DEA2 Archives Exhibition and Virtual Conference
The recent unveilings of digital archives--the Emily Dickinson Collection produced and hosted by Amherst College and the Emily Dickinson Archive produced and hosted by the Houghton Library and Harvard University Press--have stirred up a new iteration of an old conversation within Dickinson studies. While the old conversation used to be concerned with who edited and published the work in print, we are now finally at a point where the work is being presented digitally (and multiply) in its manuscript form. But questions of editors and editions in Dickinson studies do not go away so easily. Since Dickinson’s work has always-already been edited and organized by outside hands, questions of structure and boundaries (themes we can often find within the writing itself) must repeatedly be asked—even when we think we are looking at the manuscripts alone. Digital archives remind us that no archive is a neutral space and that questions of curation and organization remain alive in our analyses of them. Dickinson’s work reminds us again and again that concrete notions of biography, genre, order, and other categories archives both rely upon and influence are fluid. This newest combination of the perpetually unorganizable Dickinson oeuvre and the stubbornly organized archive provides us with an open space for fresh conversation around Dickinson and the Archive.
The DEA invites essays and commentaries on these new digital archives and on the force of the Archive itself. We solicit responses (written or otherwise) from Dickinson scholars, Archive scholars, archivists, teachers, readers and anyone else curious and invested in the messy body of work we’ve come to know as Emily Dickinson’s.
Because this is a virtual conference online, we are not bounds by dates or geography. Any interested reader can comment at any time. We welcome your participation!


REQUIRED ACTION ::
The reply should be the records repeated exactly, without any images.

(Stored items from a collection)
○ ○ ○ ○ ○
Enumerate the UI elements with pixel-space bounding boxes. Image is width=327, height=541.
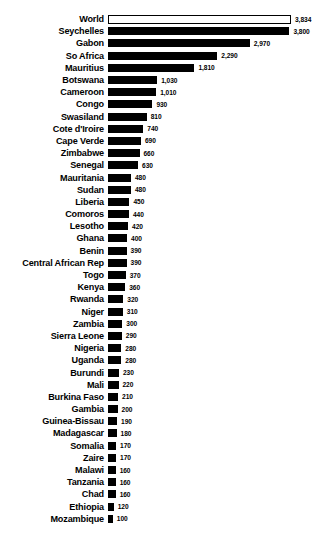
bar-category-label: So Africa — [0, 51, 108, 61]
bar-category-label: Sudan — [0, 185, 108, 195]
bar-hollow — [108, 15, 291, 24]
bar-row: Guinea-Bissau190 — [0, 415, 327, 427]
bar-value-label: 1,810 — [194, 64, 214, 71]
bar-value-label: 420 — [128, 223, 143, 230]
bar-category-label: Senegal — [0, 160, 108, 170]
bar-plot-area: 2,290 — [108, 50, 327, 62]
bar-row: Rwanda320 — [0, 293, 327, 305]
bar-value-label: 810 — [147, 113, 162, 120]
bar-row: Seychelles3,800 — [0, 25, 327, 37]
bar-value-label: 630 — [138, 162, 153, 169]
bar-category-label: Sierra Leone — [0, 331, 108, 341]
bar — [108, 64, 194, 72]
bar-plot-area: 170 — [108, 452, 327, 464]
bar-value-label: 160 — [116, 467, 131, 474]
bar — [108, 466, 116, 474]
bar-value-label: 450 — [129, 198, 144, 205]
bar-value-label: 2,970 — [250, 40, 270, 47]
bar — [108, 332, 122, 340]
bar-value-label: 390 — [127, 247, 142, 254]
bar-category-label: Zambia — [0, 319, 108, 329]
bar-category-label: Zimbabwe — [0, 148, 108, 158]
bar-plot-area: 180 — [108, 427, 327, 439]
bar-category-label: Gabon — [0, 38, 108, 48]
bar-row: So Africa2,290 — [0, 50, 327, 62]
bar-row: Liberia450 — [0, 196, 327, 208]
bar-value-label: 160 — [116, 491, 131, 498]
bar-value-label: 180 — [117, 430, 132, 437]
bar-row: Mozambique100 — [0, 513, 327, 525]
bar-category-label: Swasiland — [0, 112, 108, 122]
bar-row: Cameroon1,010 — [0, 86, 327, 98]
bar-value-label: 170 — [116, 442, 131, 449]
bar-plot-area: 280 — [108, 342, 327, 354]
bar-category-label: Madagascar — [0, 428, 108, 438]
bar-row: Gabon2,970 — [0, 37, 327, 49]
bar-row: Zambia300 — [0, 318, 327, 330]
bar-row: Zaire170 — [0, 452, 327, 464]
bar-row: Zimbabwe660 — [0, 147, 327, 159]
bar-category-label: Guinea-Bissau — [0, 416, 108, 426]
bar — [108, 271, 126, 279]
bar-plot-area: 120 — [108, 501, 327, 513]
bar-plot-area: 200 — [108, 403, 327, 415]
bar — [108, 27, 289, 35]
bar-row: Burkina Faso210 — [0, 391, 327, 403]
bar-value-label: 3,800 — [289, 28, 309, 35]
bar-category-label: Lesotho — [0, 221, 108, 231]
bar — [108, 222, 128, 230]
bar — [108, 247, 127, 255]
bar-value-label: 230 — [119, 369, 134, 376]
bar-row: Sierra Leone290 — [0, 330, 327, 342]
bar — [108, 234, 127, 242]
bar-plot-area: 440 — [108, 208, 327, 220]
bar-category-label: Burundi — [0, 368, 108, 378]
bar-value-label: 2,290 — [217, 52, 237, 59]
bar — [108, 405, 118, 413]
bar — [108, 125, 143, 133]
bar — [108, 356, 121, 364]
bar-value-label: 310 — [123, 308, 138, 315]
bar — [108, 381, 119, 389]
bar-plot-area: 370 — [108, 269, 327, 281]
bar — [108, 320, 122, 328]
bar — [108, 417, 117, 425]
bar — [108, 283, 125, 291]
bar-category-label: Mauritania — [0, 173, 108, 183]
bar — [108, 210, 129, 218]
bar-plot-area: 740 — [108, 123, 327, 135]
bar-value-label: 280 — [121, 357, 136, 364]
bar-category-label: Seychelles — [0, 26, 108, 36]
bar — [108, 100, 152, 108]
bar-row: Chad160 — [0, 488, 327, 500]
bar-category-label: Kenya — [0, 282, 108, 292]
bar-row: Mauritania480 — [0, 171, 327, 183]
bar-plot-area: 3,834 — [108, 13, 327, 25]
bar — [108, 88, 156, 96]
bar-row: Ethiopia120 — [0, 501, 327, 513]
bar-value-label: 220 — [119, 381, 134, 388]
bar — [108, 198, 129, 206]
bar-row: Cote d'Iroire740 — [0, 123, 327, 135]
bar-plot-area: 280 — [108, 354, 327, 366]
horizontal-bar-chart: World3,834Seychelles3,800Gabon2,970So Af… — [0, 0, 327, 541]
bar-category-label: Somalia — [0, 441, 108, 451]
bar — [108, 369, 119, 377]
bar-row: Mali220 — [0, 379, 327, 391]
bar-category-label: World — [0, 14, 108, 24]
bar-value-label: 290 — [122, 332, 137, 339]
bar-value-label: 190 — [117, 418, 132, 425]
bar-plot-area: 210 — [108, 391, 327, 403]
bar-category-label: Benin — [0, 246, 108, 256]
bar-plot-area: 420 — [108, 220, 327, 232]
bar — [108, 174, 131, 182]
bar-row: Mauritius1,810 — [0, 62, 327, 74]
bar-value-label: 660 — [140, 150, 155, 157]
bar-plot-area: 1,010 — [108, 86, 327, 98]
bar-value-label: 690 — [141, 137, 156, 144]
bar-category-label: Cameroon — [0, 87, 108, 97]
bar — [108, 478, 116, 486]
bar-value-label: 160 — [116, 479, 131, 486]
bar-row: Somalia170 — [0, 440, 327, 452]
bar-plot-area: 320 — [108, 293, 327, 305]
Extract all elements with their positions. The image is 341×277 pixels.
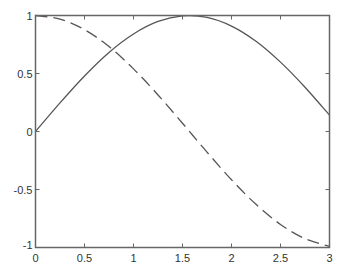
○ ○ ○ ○ ○
REPLY TO THE EXERCISE ::
Enumerate the UI elements with pixel-space bounding boxes. Image is width=327, height=541.
bar-category-label: So Africa — [0, 51, 108, 61]
bar-category-label: Sudan — [0, 185, 108, 195]
bar-hollow — [108, 15, 291, 24]
bar-row: Guinea-Bissau190 — [0, 415, 327, 427]
bar-value-label: 1,810 — [194, 64, 214, 71]
bar-value-label: 420 — [128, 223, 143, 230]
bar-category-label: Senegal — [0, 160, 108, 170]
bar-plot-area: 2,290 — [108, 50, 327, 62]
bar-row: Rwanda320 — [0, 293, 327, 305]
bar-value-label: 810 — [147, 113, 162, 120]
bar-row: Seychelles3,800 — [0, 25, 327, 37]
bar-value-label: 630 — [138, 162, 153, 169]
bar-category-label: Sierra Leone — [0, 331, 108, 341]
bar — [108, 64, 194, 72]
bar-plot-area: 170 — [108, 452, 327, 464]
bar-value-label: 160 — [116, 467, 131, 474]
bar — [108, 466, 116, 474]
bar-value-label: 450 — [129, 198, 144, 205]
bar-value-label: 2,970 — [250, 40, 270, 47]
bar — [108, 332, 122, 340]
bar-value-label: 390 — [127, 247, 142, 254]
bar-category-label: Zambia — [0, 319, 108, 329]
bar-category-label: Zimbabwe — [0, 148, 108, 158]
bar-plot-area: 180 — [108, 427, 327, 439]
bar-category-label: Gabon — [0, 38, 108, 48]
bar-row: So Africa2,290 — [0, 50, 327, 62]
bar-row: Liberia450 — [0, 196, 327, 208]
bar-value-label: 160 — [116, 491, 131, 498]
bar-value-label: 180 — [117, 430, 132, 437]
bar-row: Mozambique100 — [0, 513, 327, 525]
bar-category-label: Swasiland — [0, 112, 108, 122]
bar-row: Cameroon1,010 — [0, 86, 327, 98]
bar-value-label: 170 — [116, 442, 131, 449]
bar-plot-area: 280 — [108, 342, 327, 354]
bar-category-label: Madagascar — [0, 428, 108, 438]
bar-row: Gabon2,970 — [0, 37, 327, 49]
bar-row: Zambia300 — [0, 318, 327, 330]
bar-row: Zaire170 — [0, 452, 327, 464]
bar-row: Zimbabwe660 — [0, 147, 327, 159]
bar-category-label: Guinea-Bissau — [0, 416, 108, 426]
bar — [108, 271, 126, 279]
bar-plot-area: 120 — [108, 501, 327, 513]
bar-plot-area: 200 — [108, 403, 327, 415]
bar — [108, 27, 289, 35]
bar-row: Burkina Faso210 — [0, 391, 327, 403]
bar-value-label: 3,800 — [289, 28, 309, 35]
bar-category-label: Lesotho — [0, 221, 108, 231]
bar — [108, 222, 128, 230]
bar — [108, 247, 127, 255]
bar-value-label: 230 — [119, 369, 134, 376]
bar-row: Sierra Leone290 — [0, 330, 327, 342]
bar — [108, 234, 127, 242]
bar-plot-area: 440 — [108, 208, 327, 220]
bar-category-label: Burundi — [0, 368, 108, 378]
bar-value-label: 2,290 — [217, 52, 237, 59]
bar — [108, 405, 118, 413]
bar — [108, 125, 143, 133]
bar — [108, 356, 121, 364]
bar-value-label: 310 — [123, 308, 138, 315]
bar — [108, 381, 119, 389]
bar-plot-area: 370 — [108, 269, 327, 281]
bar — [108, 320, 122, 328]
bar — [108, 417, 117, 425]
bar — [108, 283, 125, 291]
bar-category-label: Mauritania — [0, 173, 108, 183]
bar — [108, 210, 129, 218]
bar-plot-area: 740 — [108, 123, 327, 135]
bar-value-label: 280 — [121, 357, 136, 364]
bar-category-label: Seychelles — [0, 26, 108, 36]
bar — [108, 100, 152, 108]
bar-row: Chad160 — [0, 488, 327, 500]
bar-category-label: Kenya — [0, 282, 108, 292]
bar-row: Mauritania480 — [0, 171, 327, 183]
bar-plot-area: 3,834 — [108, 13, 327, 25]
bar — [108, 88, 156, 96]
bar-row: Ethiopia120 — [0, 501, 327, 513]
bar-value-label: 220 — [119, 381, 134, 388]
bar — [108, 198, 129, 206]
bar-row: Cote d'Iroire740 — [0, 123, 327, 135]
bar-plot-area: 280 — [108, 354, 327, 366]
horizontal-bar-chart: World3,834Seychelles3,800Gabon2,970So Af… — [0, 0, 327, 541]
bar-category-label: Somalia — [0, 441, 108, 451]
bar — [108, 369, 119, 377]
bar-row: Mali220 — [0, 379, 327, 391]
bar-category-label: World — [0, 14, 108, 24]
bar-value-label: 290 — [122, 332, 137, 339]
bar-value-label: 190 — [117, 418, 132, 425]
bar-plot-area: 210 — [108, 391, 327, 403]
bar-category-label: Benin — [0, 246, 108, 256]
bar-plot-area: 420 — [108, 220, 327, 232]
bar — [108, 174, 131, 182]
bar-row: Mauritius1,810 — [0, 62, 327, 74]
bar-value-label: 660 — [140, 150, 155, 157]
bar-plot-area: 1,010 — [108, 86, 327, 98]
bar-value-label: 690 — [141, 137, 156, 144]
bar-category-label: Cameroon — [0, 87, 108, 97]
bar — [108, 478, 116, 486]
bar-value-label: 160 — [116, 479, 131, 486]
bar-row: Somalia170 — [0, 440, 327, 452]
bar-plot-area: 320 — [108, 293, 327, 305]
Extract all elements with their positions. The image is 341×277 pixels.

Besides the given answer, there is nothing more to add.